A former Marine Corps pilot, Bailey built a reputation for being an incisive, fast-thinking cross-examiner with a sharp memory, a flair for showmanship, deep knowledge of polygraph examinations and a hate-to-lose mentality.

“I can’t say no to a case if it has one of three qualities – professional challenge, notoriety or a big fee,” Bailey told the New York Times during his heyday.

But his cutthroat style and love of publicity made Bailey enemies among judges and fellow lawyers.

Bailey could not acquit himself of contempt of court in 1996 and spent 44 days in jail for failing to turn over stock and $700,000 that a Florida marijuana dealer had given him.  Prosecutors said the stock and money should have been forfeited.  Bailey said they were his payment from the drug dealer.  An agreement was reached in the case but Florida disbarred Bailey in 2001, saying he had engaged in “multiple counts of egregious misconduct, including offering false testimony.”  Massachusetts also disbarred him.
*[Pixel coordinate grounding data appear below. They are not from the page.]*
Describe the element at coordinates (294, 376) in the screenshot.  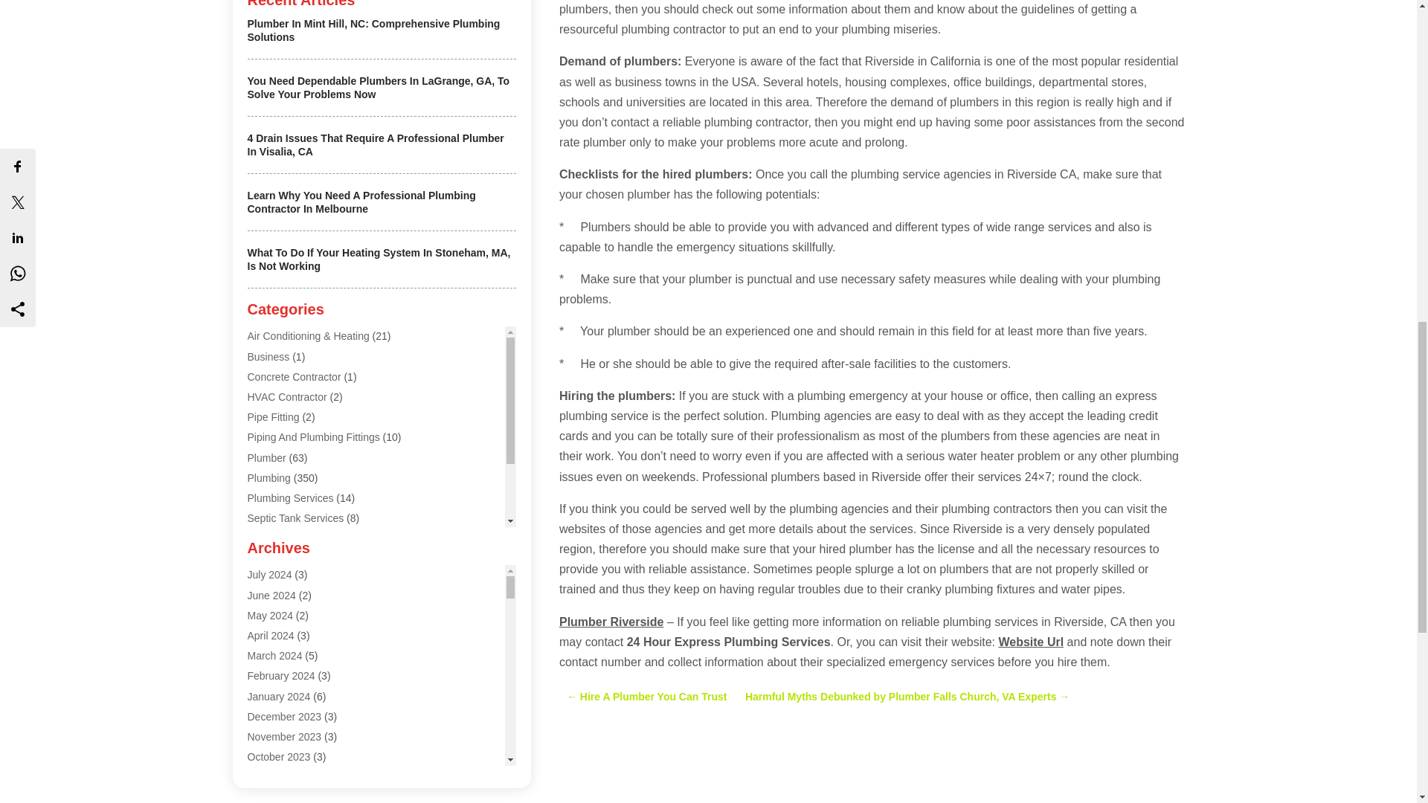
I see `Concrete Contractor` at that location.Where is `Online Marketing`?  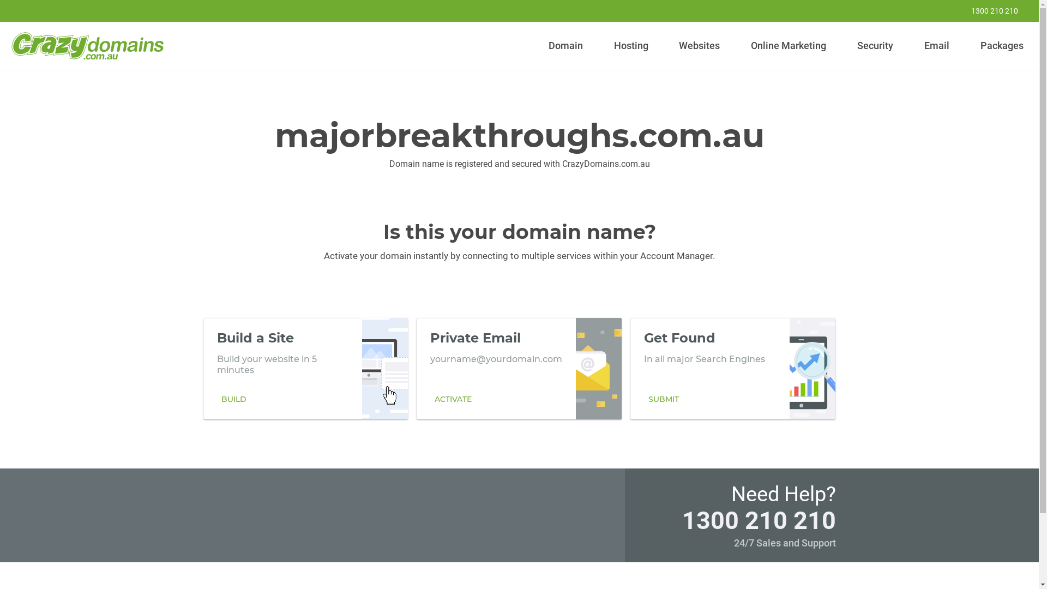 Online Marketing is located at coordinates (789, 46).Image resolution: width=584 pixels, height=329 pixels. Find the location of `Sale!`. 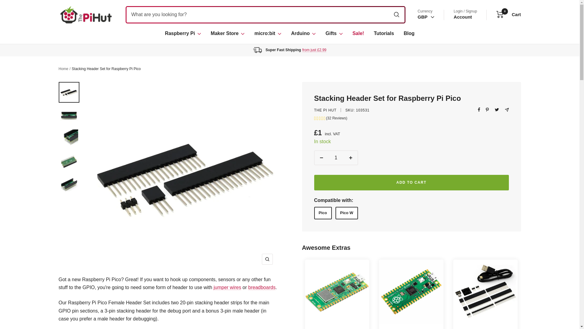

Sale! is located at coordinates (358, 33).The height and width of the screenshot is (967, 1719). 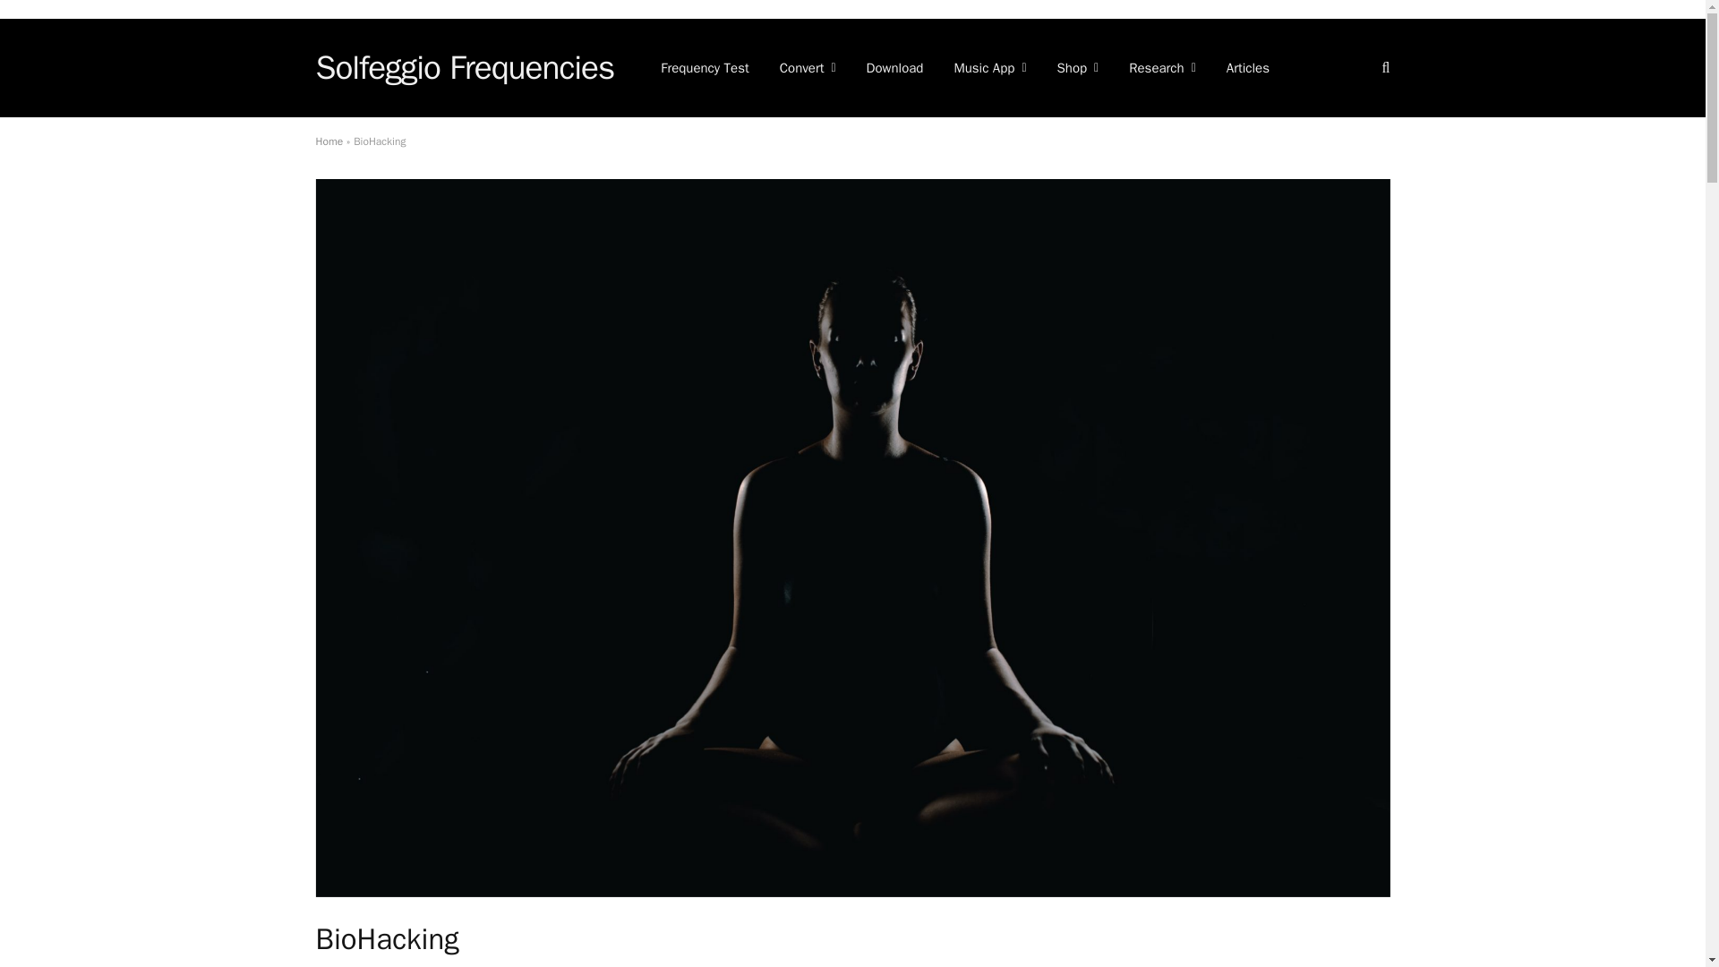 I want to click on Solfeggio Frequencies, so click(x=464, y=67).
Bailey’s other notable loss was in his defense of Patty Heart.  He started her defense saying it was “not a difficult case” and tried to convince jurors that she had been brainwashed by her captors and coerced into wielding a gun during a San Francisco bank robbery two months later.  Hearst was convicted of bank robbery in 1976, spent two years in prison and accused Bailey of bungling the trial. 

Bailey was part of the legal “Dream Team” that cleared O.J. Simpson in the fatal stabbings of his former wife and her friend in a tumultuous trial, but he clashed with Robert Shapiro, who accused Bailey of undermining him, including planting unflattering stories in the media.  Bailey’s most dramatic moment in the Simpson trial came when he questioned Los Angeles police detective Mark Fuhrman, suggesting he was a racist and had planted a bloody glove to frame Simpson.  Neither was fully substantiated in court but served to weaken Fuhrman’s credibility.

--A soon-to-be-released government report on unexplained aerial phenomena finds no proof of extraterrestrial activity, but cannot provide a definitive explanation for scores of incidents in which strange objects have been spotted in the sky, officials said on Thursday.

The findings of the report, due to be provided to Congress by the director of national intelligence as soon as this month, will offer no firm conclusions about what the objects might be.

But the report, whose conclusions were first described by the New York Times, also does not rule out extraterrestrial activity.  There is no conclusive proof, either, that the objects are not the result of some Chinese or Russian secret program.  Bottom line, there should be real cause for concern.

---

Pray for the men and women of our armed forces…and all the fallen.

We thank our healthcare workers and first responders.

God bless America.

---

Gold $1894
Oil $69.41

Returns for the week 5/31-6/4

Dow Jones  +0.7%  [34756]
S&P 500  +0.6%  [4229]
S&P MidCap  +0.1%
Russell 2000  +0.8%
Nasdaq  +0.5%  [13814]

Returns for the period 1/1/21-6/4/21

Dow Jones  +13.6%
S&P 500  +12.6%
S&P MidCap  +18.3%
Russell 2000  +15.8%
Nasdaq  +7.2%

Bulls 51.5
Bears 16.8

Have a good week.  Get vaccinated if you haven’t as yet. 

Dr. Bortrum is still with us, but not for long.